Greetings again from the darkness. I don’t recall a more unusual opening seven or eight minutes for a film (even including Terrence Malick). Slightly disorienting fragments of scenes from odd angles are made more obscure through nearly indistinguishable dialogue. The surreal images form a dreamlike montage of a playground, a sale on color TV’s, Martin Luther King’s speech, and more. A few more minutes pass before we get an actual look at Elwood, whose story we are about to follow.
The Pulitzer Prize-winning 2019 novel by Colson Whitehead is adapted for the screen by writer-director RaMell Ross and co-writer Joslyn Barnes. Though the story and characters are a work of fiction, the Nickel Academy is based on the Dozier School, a Florida panhandle-based reform school that operated for 111 years prior to unmarked graves being discovered.
Elwood (Ethan Herisse) is an intelligent high schooler being raised by his wise and hardworking grandmother Hattie (Aunjanue Ellis-Taylor, KING RICHARD, 2021).

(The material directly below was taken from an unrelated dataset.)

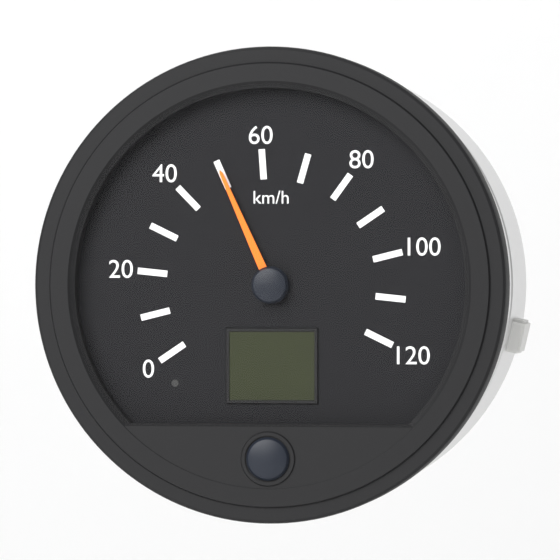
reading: 50 km/h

His teacher is so convinced of Ethan’s potential that he guides him towards a local college that accepts black students and offers scholarships. It doesn’t take us long to gain an affinity for Elwood and realize he has a promising future. Well, that’s right up to the moment he mindlessly accepts a ride in a stolen car. The police treat him as an accomplice, and poof, he’s in a patrol car headed to reform school. The contrast between the environments for white kids at Nickel Academy versus black kids is startling.
Elwood and Turner (Brandon Wilson, THE WAY BACK, 2020) form an unlikely friendship. Turner, who has no family, is from Houston and has a big city viewpoint of societal racism compared to Elwood’s mostly hopeful nature. Two sides of a coin one might say. Director Ross references the classic film THE DEFIANT ONES (1958) a few times – noting the differences between the Sidney Poitier and Tony Curtis characters. Another creative choice from Ross is the alternating timeframes as the story is told. Of course, there is young Elwood (Ethan Cole Sharp) and reform school Elwood (Herisse), and we find ourselves intrigued by ‘adult’ Elwood (Daveed Diggs). Ross shows mostly the back of his head as he starts his own business – Ace Moving Company – and works through relationship issues.
Still, most of the film’s story occurs while Elwood and Turner negotiate each day through the abuse and mistreatment … and fear of the sweatbox. It’s through their eyes that we ‘see’ what they say. This distinctive camera work from cinematographer Jomo Fray would likely be distracting in most films, but here, it works to plop us right into an environment we’d likely never experience on our own. Supporting work comes from Hamish Linklater as the home’s director and Fred Hechinger as a foreman who cuts the boys some slack. It’s Linklater’s character who methodically lays out the steps for the boys to achieve release. It’s only with time that they discover these steps are nothing but a pipe dream.
It’s a long movie with some heartbreaking moments. It’s also one that frequent movie goers will recognize as a true work of art. As adult Elwood follows the excavation of the Nickel Academy site, the impact of a place that laid the foundation of animosity becomes quite clear. There are lessons to be learned from history, if only we take heed.
Posted by David Ferguson
Greetings again from the darkness. It all began with Alice Walker’s 1982 novel, for which she was awarded a Pulitzer Prize. Shortly thereafter, Steven Spielberg turned it into the movie event of 1985, with a memorable cast including Whoopi Goldberg, Danny Glover, and yes, Oprah Winfrey. The film received eleven Oscar nominations, yet was shut out in all categories. Jumping ahead 20 years (2005), Marsha Norman created a musical stage book that turned into a smash hit on Broadway, receiving eleven Tony nominations. It was 2015 when the musical revival hit the stage, re-establishing the story as part of the fabric of the entertainment world. Along the way, Ms. Walker’s book had been frequently banned and censored, and the adaptations were sure to pick and choose what to cover and how to do so. Here we are forty-one years after the book’s publication, and director Blitz Bazawule (Beyonce’s BLACK IS KING, 2020) delivers a moving and bold film version (screenplay by Marcus Gardley) based on the musicals, the novel, and the original film.